I turned to the three others.
“And you three, you keep loading up your trays here with drinks and stuff and keep on circulating around. Keep moving all the time and keep your trays filled. Make sure everybody’s got enough to drink and eat. There’s gonna be a big gang here, maybe a hundred, and I don’t want anybody to be thirsty. Understand?”
“Yes, sir,” they said, and nodded.
I looked at my watch.
“They ought to begin arriving pretty soon now. So all right, then, you fellows, you know what I want. Go to it, and if everything’s all right, there’ll be a nice little something extra for each one of you when it’s all over. Okay?”
“Yes, sir,” they said, and nodded.
It wasn’t really as monotonous as it sounds. I even liked it a little, the way no matter what I said they yessed me and nodded.
I turned to the long, low platform the carpenters had built along the wall opposite the windows. It stretched, like a stage, for about twenty feet down the showroom, beginning at the curtained doorway that led into the models’ room. I climbed the three low steps at the far end and walked along its length, dropping my feet heavily, to test its strength. It was good and solid. At the end I stepped down, parted the curtains, and walked into the models’ room.

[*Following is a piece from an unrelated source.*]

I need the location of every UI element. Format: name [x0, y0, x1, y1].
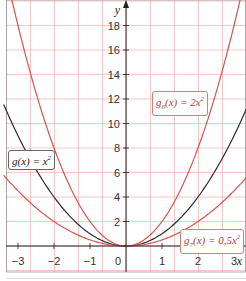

There was so much noise and smoke in the room that nobody noticed me. About twenty girls were jammed into the small space, dressing, undressing, smoking, and all the time jawing away at each other. In the middle, fitting a dress on a platinum blonde with a cute little fanny, was Meyer Babushkin. He had a tape measure around his neck, a mouthful of pins, and from the frown on his face you would think he was measuring his closest friend for a wooden overcoat.